I’ve spent the past couple weeks fooling around with one solution to this problem: A desktop machine running both Windows XP (with Service Pack 1) and Red Hat Enterprise Linux WS under the VMware Workstation “virtual-machine” environment A VMware “virtual machine” is not a Java virtual machine; it’s a “swapper” mechanism that lets two operating systems run simultaneously on a single machine, each thinking that it has the hardware to itself.

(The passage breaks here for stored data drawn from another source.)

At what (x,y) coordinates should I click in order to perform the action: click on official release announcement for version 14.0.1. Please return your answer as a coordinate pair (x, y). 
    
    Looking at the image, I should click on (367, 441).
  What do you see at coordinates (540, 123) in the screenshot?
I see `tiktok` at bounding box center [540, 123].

I also had an ulterior motive. I wanted to see if the latest Red Hat release could actually work as a consumer operating system. Many Java developers seem convinced that that’s possible. I don’t agree. If you want a solid Unix implementation that makes a great consumer operating system, fitted with a gorgeous graphical UI and able to run commercial applications, go buy a Mac. Linux is not, and never will be, a platform suitable for use on the average consumer desktop. It’s a great server-side operating system, but the very things that make Linux so strong on the server side are a death knell on the client side.

Linux demonstrates why you shouldn’t let developers specify products. Linux is too complicated and too hard for a non-developer to use. The existing graphical front ends don’t fix this problem. Apple’s solution—to write what amounts to a robotic system administrator—works fine, but the Linux community doesn’t seem to have either the will or the ability to go this route. The only way to solve this problem is to get the UI specification process out of the hands of developers and into the hands of end users, something that’s not likely to happen.